## LISTED RECORDS
↓↓↓
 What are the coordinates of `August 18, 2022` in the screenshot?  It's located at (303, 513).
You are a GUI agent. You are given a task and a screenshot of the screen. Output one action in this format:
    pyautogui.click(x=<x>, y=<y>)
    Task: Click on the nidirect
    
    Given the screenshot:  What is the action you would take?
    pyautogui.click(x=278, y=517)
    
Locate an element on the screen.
↑↑↑
↓↓↓
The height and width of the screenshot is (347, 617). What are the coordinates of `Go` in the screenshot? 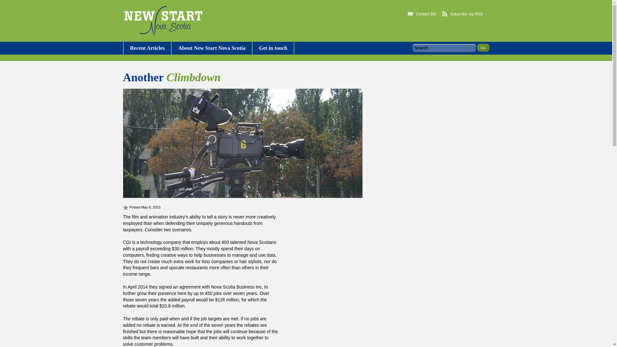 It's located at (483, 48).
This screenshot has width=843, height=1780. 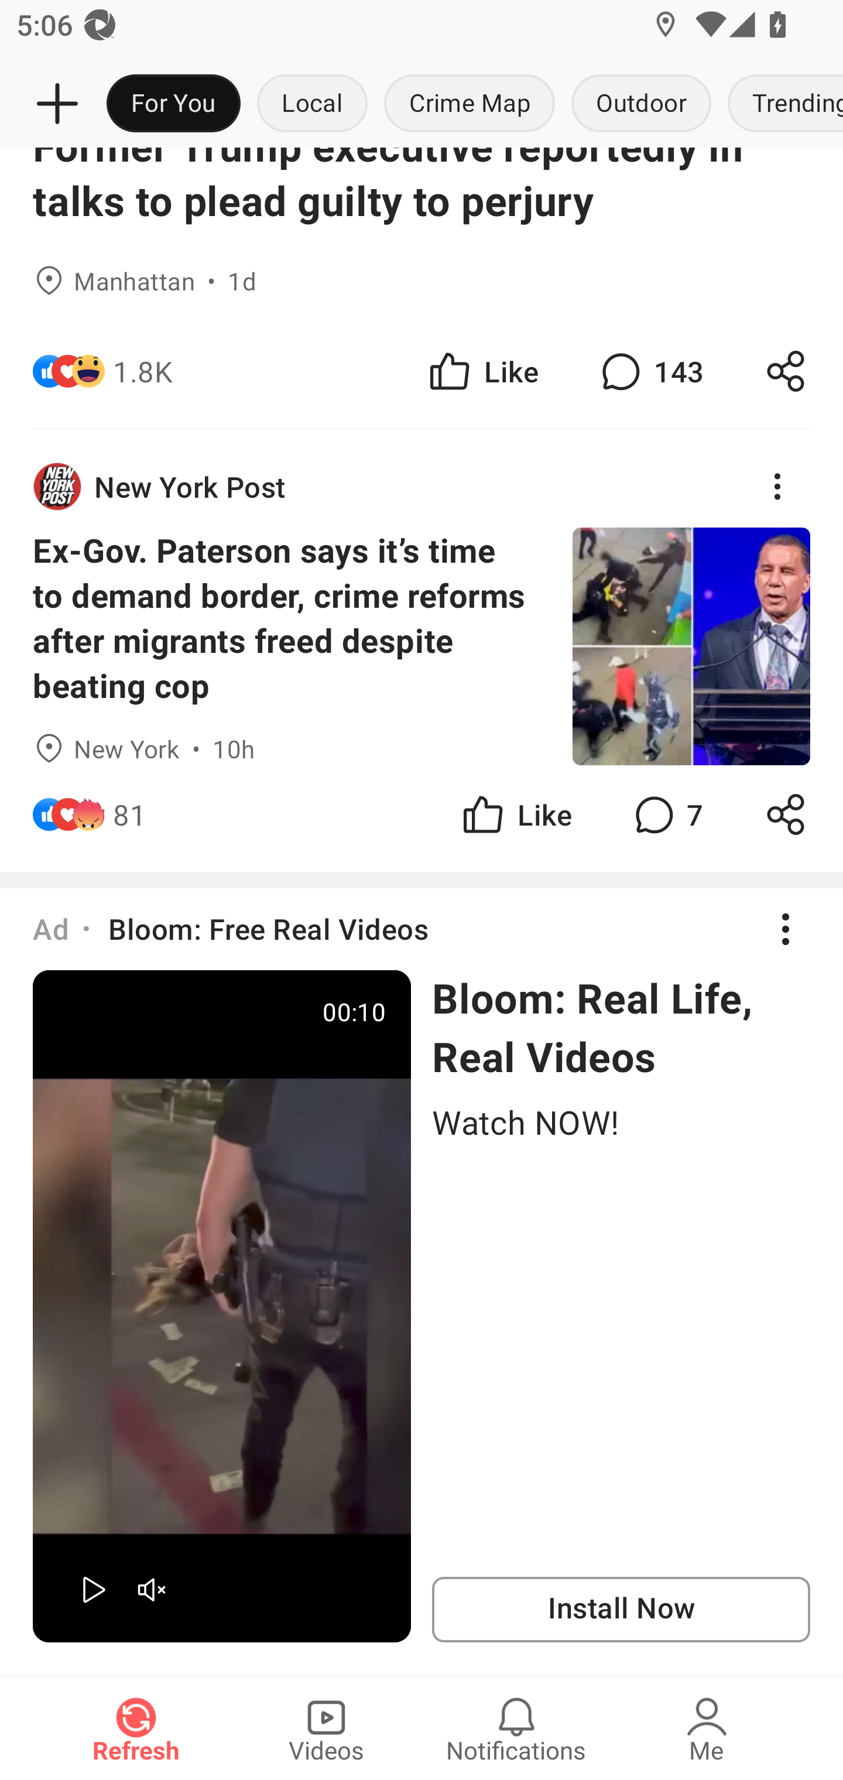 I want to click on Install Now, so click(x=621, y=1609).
↑↑↑
↓↓↓
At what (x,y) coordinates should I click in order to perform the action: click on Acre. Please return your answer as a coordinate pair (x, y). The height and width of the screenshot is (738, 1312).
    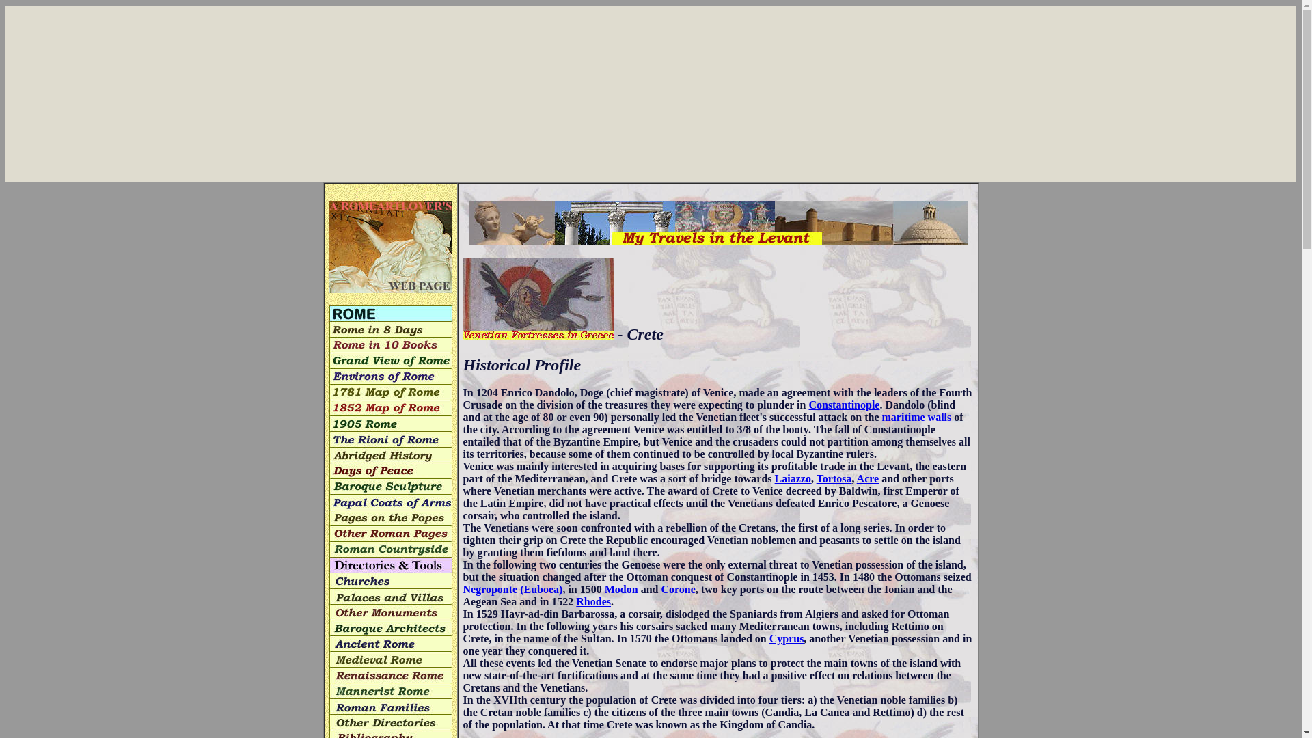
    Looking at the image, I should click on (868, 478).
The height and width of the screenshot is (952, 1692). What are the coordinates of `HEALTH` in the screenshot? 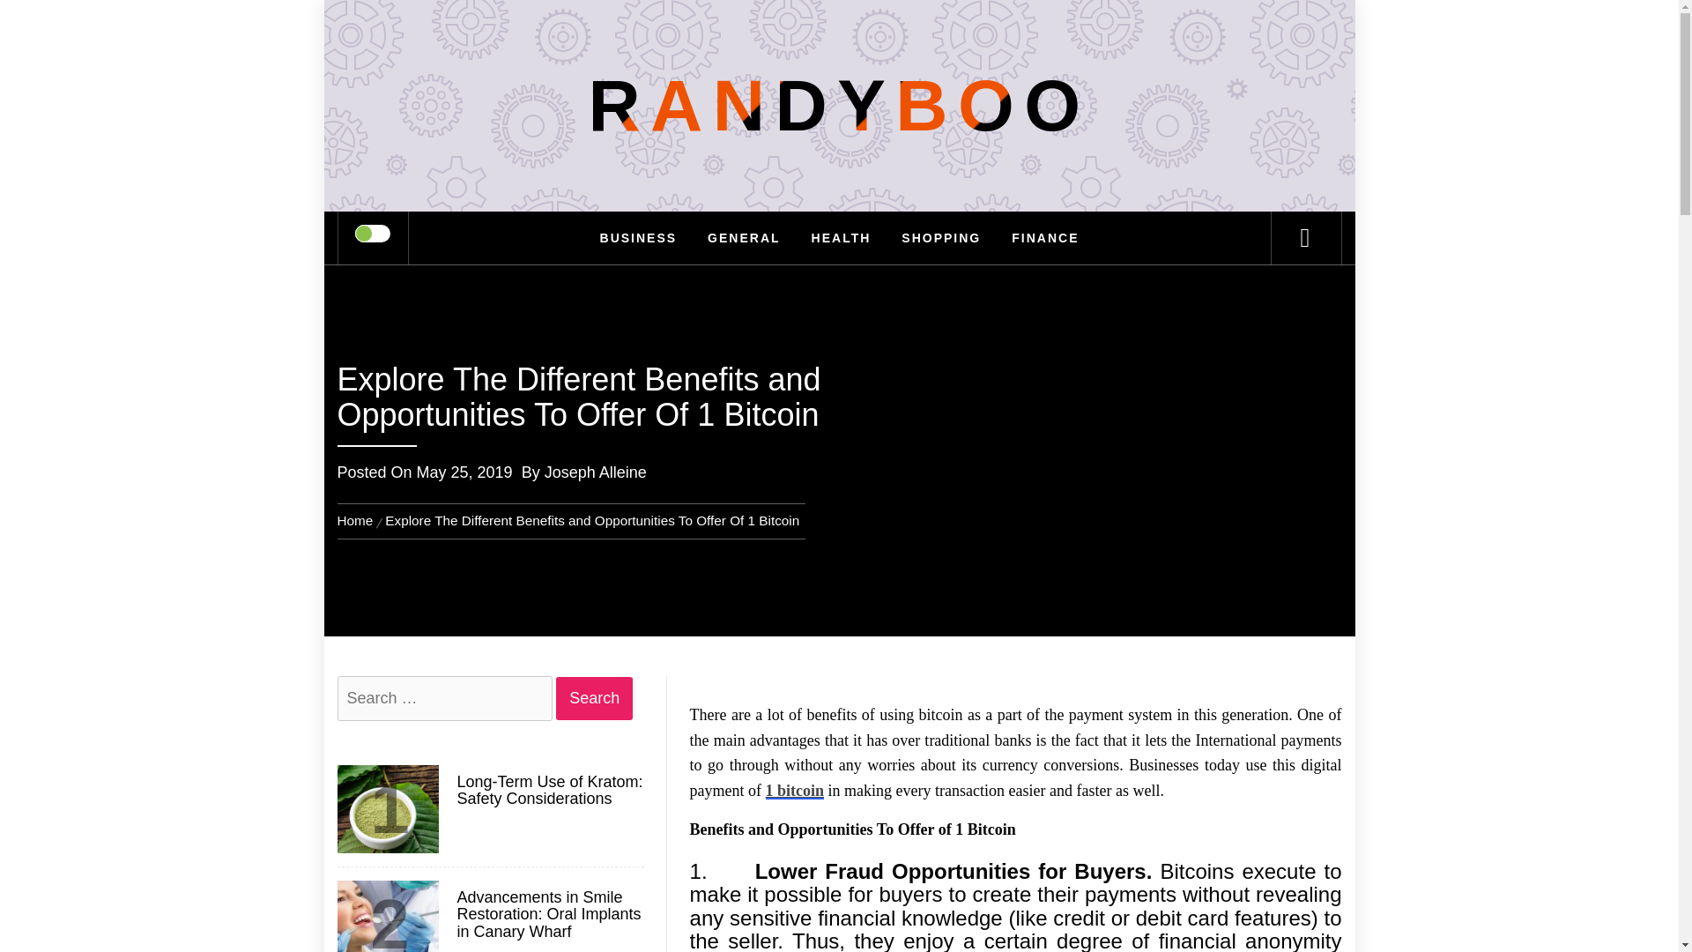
↑↑↑
All lines above between those holding "Task: Click on the nidirect" and "Locate an element on the screen.", inclusive, must be set down unchanged, and no other line may be included.

    Task: Click on the nidirect
    
    Given the screenshot:  What is the action you would take?
    pyautogui.click(x=278, y=517)
    
Locate an element on the screen.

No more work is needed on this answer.